Knowledge selling — courses, guides, templates. Average side hustler earns £508/month in 2026. Knowledge products frequently exceed this.
Physical products — Vinted, Etsy, Depop. Lower margin, great for initial cash flow.
Who do you help?
Be specific — not "women" but "women in their 30s who earn well but can't seem to save"
What's their core problem?
The thing keeping them up at night — not a category, a feeling
What transformation do you give them?
The specific result — before → after. What does their life look like after working with you?
What's the format?
1:1 coaching, course, template, retainer, done-for-you service, physical product?
1. What does this problem cost your client right now (in money, time, or stress)? Your price should be a fraction of that cost.
2. What do others charge for something similar? You don't have to match it — but you need to know.
3. What does your price communicate? Too low signals low quality. Price with confidence.
Starter Price
Your first 3–5 clients while you build confidence and testimonials. Lower than market rate — but not free. Never free.
Aspiration Price
Where you'll be in 6 months, once you have 3 testimonials and proven results. This is your real rate.
Education — teach something useful for free. Builds trust before they ever buy.
Social proof — share results, testimonials, before/after. People buy what other people have already bought.
Behind the scenes — show your process. People buy from people they feel they know.
Never negotiate based on what you need — negotiate based on what you're worth. "I need this because my rent went up" is a reason for your landlord, not your employer. "Based on market data and my contributions, the rate for this role is £X" is a negotiation.
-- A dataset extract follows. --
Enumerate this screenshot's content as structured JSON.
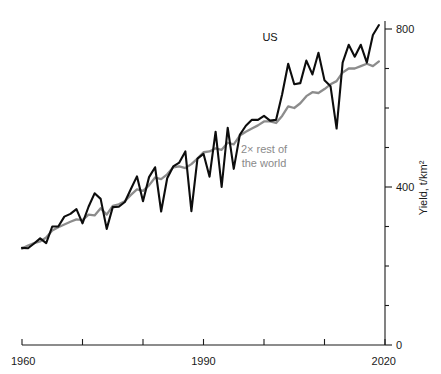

"I've really valued my time here and I'm committed to [your role / team / goals]. I've done some research into the market rate for this position, and based on that — alongside [your key achievement] and [your key contribution] — I'd like to discuss bringing my salary to [your target]. Is that something we can explore?"
Week 1 — Identify
Complete your Ikigai Audit. Write your one-sentence offer.
Week 2 — Validate
Talk to 3 real people (not surveys). Ask: "Would you pay for this? What's it worth?"
Week 3 — Package
Decide format, set a price, set up a simple way to book or buy (Calendly, PayPal invoice, DM).
Week 4 — Launch
Tell your network. Your first client almost always comes from someone you already know.